With plans to enliven his mind with the writings of the classicists, the man has brought books and supplies, all delivered by a captain anxious to return to his ship and leave this desolate place. With no one there to meet him, the new weatherman is immediately assailed by his solitude. Indeed, he is utterly alone, save Gruner, the crusty resident of a nearby lighthouse.

The man’s thoughts turn to his circumstances, acknowledging that this is a position for which he has volunteered: “The landscape we see beyond our eyes tends to be a reflection of what we hide within us.” By nightfall, the missing former weatherman is forgotten and he is of an entirely different mindset, contemplative endeavors replaced by the need to survive an attack that arrives with the night.

His frenzied mind can barely make sense, driven only by a desire to live, his small world peopled by the taciturn Gruner, keeper of the lighthouse-fortress, and a horde of humanoids of unknown origin who attack the lighthouse relentlessly. The men dare not be caught outside the lighthouse once the sun goes down; night after night the creatures are repelled, only to return again the following sundown.

Nature is but a passive observer in this bizarre setting, as Pinot turns the weatherman’s world upside down, the pages of his calendar scribbled over and over until the twelve months of his stay are all but unrecognizable, the days slipping through his fingers in a routine of sleep and violence, until one small human gesture wipes the confusion from the young man’s eyes, a moment of clarity, even hope in an otherworldly existence.

Daily battle renders him maniacal, then helpless in the face of his decisions, until out of chaos comes revelation, the extremes of the predicament yielding finally to insights that awaken his humanity, if only briefly. This is a provocative study of the cyclical nature of civilization, the evolution of violence and man’s aggression in an unpredictable setting, a confusion of humanity and bestiality.

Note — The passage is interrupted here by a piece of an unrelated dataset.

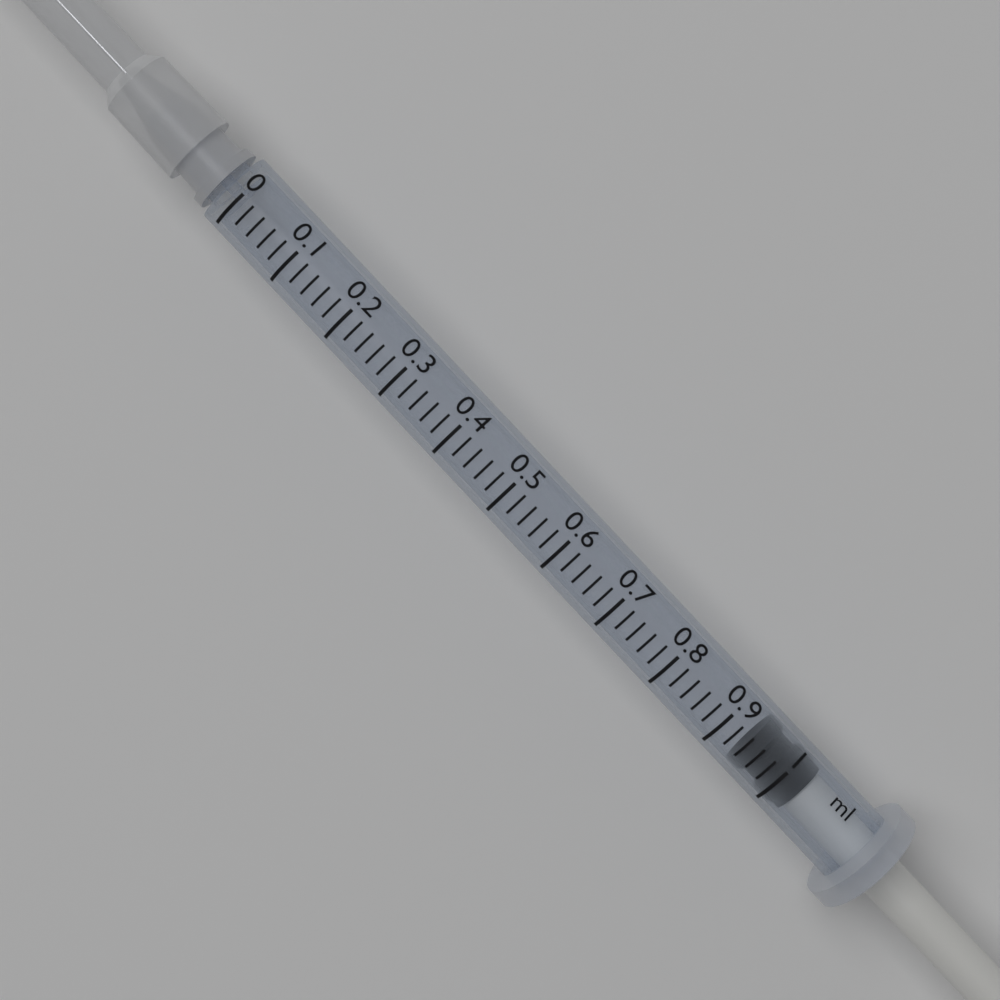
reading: 0.94 ml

Exploring the complex inner terrain of personality and atavistic memory, Pinot fashions a moral tale out of fear bred in isolation, a man brought into direct conflict with his own motives, his natural instincts and the lengths he will go to in preserving his own life and those of his companions. In a world besieged by its distrust of otherness, Cold Skin is a timely fable, a reminder of self-limitation in the face of the extraordinary.